Could you point me to which propery you add the margin:0; padding:0; values to.

h1 {
font-family: Arial;
font-size: 1.4em;
font-weight: bold;
}

Kitti

grahamstewart

2:51 pm on Feb 11, 2004 (gmt 0)

WebmasterWorld Senior Member 10+ Year Member



Like this..
h1 {  
font-family: Arial;
font-size: 1.4em;
font-weight: bold;
margin:0;
padding:0;
}

Also you should always include a generic font (such as serif or sans-serif) and you can combine the different font properties to save space. so it should look like this..

h1 { 
font: bold 1.4em Arial, sans-serif;
margin:0;
padding:0;
}

kittimakai

3:02 pm on Feb 11, 2004 (gmt 0)

10+ Year Member



Thanks graham

that has worked a treat.

I removed some of the clutter that DW put in for ease of description - however I always add helvetica - is it necessary or will sans serif suffice for Mac users/cover all bases?

Kitti

grahamstewart

3:12 pm on Feb 11, 2004 (gmt 0)

WebmasterWorld Senior Member 10+ Year Member



sans-serif is a generic font and it is defined for every browser that supports CSS. It is usually just mapped to another font (typically Arial on the PC, not sure about Mac).

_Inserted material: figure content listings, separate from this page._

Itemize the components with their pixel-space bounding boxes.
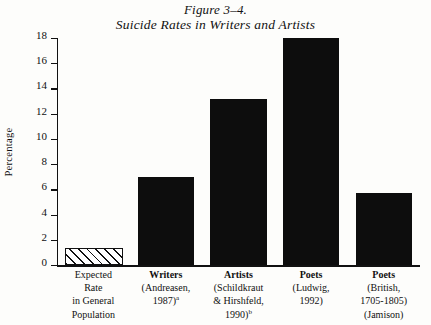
category-label-line: (Schildkraut [202, 281, 275, 294]
category-label-line: (Jamison) [347, 308, 420, 321]
category-label: Artists(Schildkraut& Hirshfeld,1990)b [202, 268, 275, 321]
bar [65, 248, 123, 265]
footnote-marker: a [176, 294, 179, 302]
category-label-line: Poets [275, 268, 348, 281]
category-label: Poets(British,1705-1805)(Jamison) [347, 268, 420, 321]
category-label-line: 1990)b [202, 308, 275, 321]
category-label-line: in General [57, 294, 130, 307]
category-label-line: & Hirshfeld, [202, 294, 275, 307]
category-label-line: 1992) [275, 294, 348, 307]
category-label-line: Rate [57, 281, 130, 294]
figure-container: Figure 3–4. Suicide Rates in Writers and… [0, 0, 431, 325]
category-label-line: Population [57, 308, 130, 321]
category-label-line: 1987)a [130, 294, 203, 307]
category-label: ExpectedRatein GeneralPopulation [57, 268, 130, 321]
x-axis-line [57, 265, 420, 267]
category-label-line: Writers [130, 268, 203, 281]
y-tick-label: 14 [36, 80, 47, 91]
bar [283, 38, 339, 265]
x-axis-category-labels: ExpectedRatein GeneralPopulationWriters(… [57, 268, 420, 325]
category-label-line: 1705-1805) [347, 294, 420, 307]
bar [210, 99, 266, 265]
footnote-marker: b [248, 307, 252, 315]
y-tick-label: 12 [36, 106, 47, 117]
y-tick-label: 10 [36, 131, 47, 142]
y-axis-label: Percentage [3, 127, 14, 176]
category-label: Writers(Andreasen,1987)a [130, 268, 203, 308]
figure-number: Figure 3–4. [0, 2, 431, 17]
y-tick-mark [51, 265, 57, 266]
category-label-line: Artists [202, 268, 275, 281]
category-label-line: (Andreasen, [130, 281, 203, 294]
y-axis-label-holder: Percentage [10, 38, 24, 265]
y-tick-label: 0 [42, 257, 48, 268]
figure-caption: Suicide Rates in Writers and Artists [0, 17, 431, 33]
y-tick-label: 18 [36, 30, 47, 41]
bar-series [57, 38, 420, 265]
y-tick-label: 16 [36, 55, 47, 66]
category-label-line: (British, [347, 281, 420, 294]
y-tick-label: 2 [42, 232, 48, 243]
plot-area: 024681012141618 [57, 38, 420, 265]
y-tick-label: 6 [42, 181, 48, 192]
category-label-line: Poets [347, 268, 420, 281]
category-label: Poets(Ludwig,1992) [275, 268, 348, 308]
bar [356, 193, 412, 265]
category-label-line: (Ludwig, [275, 281, 348, 294]
category-label-line: Expected [57, 268, 130, 281]
figure-title: Figure 3–4. Suicide Rates in Writers and… [0, 2, 431, 33]
y-tick-label: 4 [42, 207, 48, 218]
y-tick-label: 8 [42, 156, 48, 167]
bar [138, 177, 194, 265]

The fonts are applied in order so if you code...

font: bold Arial, Helvetica, sans-serif;

Then you are saying I want a bold font in the Arial family, but if there is no Arial available then try Helvetica; and if there is no Helvetica then use sans-serif.

Since you can't control what font sans-serif is actually mapped to I tend to use it as the last option after my preferred fonts.

kittimakai

3:27 pm on Feb 11, 2004 (gmt 0)

10+ Year Member



I see

Makes sense - I seem to remember that newer macs all have Arial as well as helvetica.